April 15: Jürgen Habermas

  • “The Public Sphere” 
  • “Legitimation Crisis”

April 17:  Habermas

  • Between Facts and Norms, pp. 17-23  and 38-41 and pp. 359-379 

April 22: Left open to pursue gaps we have identified (or else texts from the Habermas-Foucault debate]

April 24: Concluding discussion

Cuttings: Ninety-Nine Essays About Happiness

Cuttings is a book in progress that consists of 99 essays about the inner life: about suffering, happiness, compassion, and related themes. I first posted each of the essays on this blog, which is 22 years old today and has accumulated more than 2,400 posts. I’ve selected the contents of Cuttings carefully from this archive, revised most of the essays substantially, and arranged them so that there is a small and meaningful step between each one. In the last three years, I have written some new posts to fill gaps that I perceive in the overall structure. I believe that the architecture is now pretty solid.
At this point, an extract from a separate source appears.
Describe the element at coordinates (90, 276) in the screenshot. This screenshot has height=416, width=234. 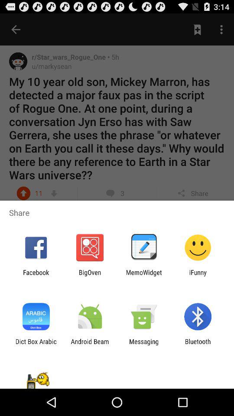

Michel de Montaigne is the hero; I seek to emulate his skeptical, curious, humane mind. Like Montaigne, I talk about books, but my library is different from his. Cuttings includes short essays about Montaigne himself, early Buddhist texts, Greek philosophers, Keats and Blake, Hopkins and Stevens, phenomenologists from Husserl to Merleau-Ponty, Arendt and Benjamin, and Hilary Mantel and Ann Carson, among others.

I am releasing the third edition today–a substantial revision from last year, but not yet the final one. You can find the book here as a Google doc. I have also posted it as an .epub file, which will open directly in many e-readers. Alternatively, you could download the .epub to a computer or phone and then use this Amazon page to send it with one click to your own Kindle.

As always, comments are welcome and really the best reward for me.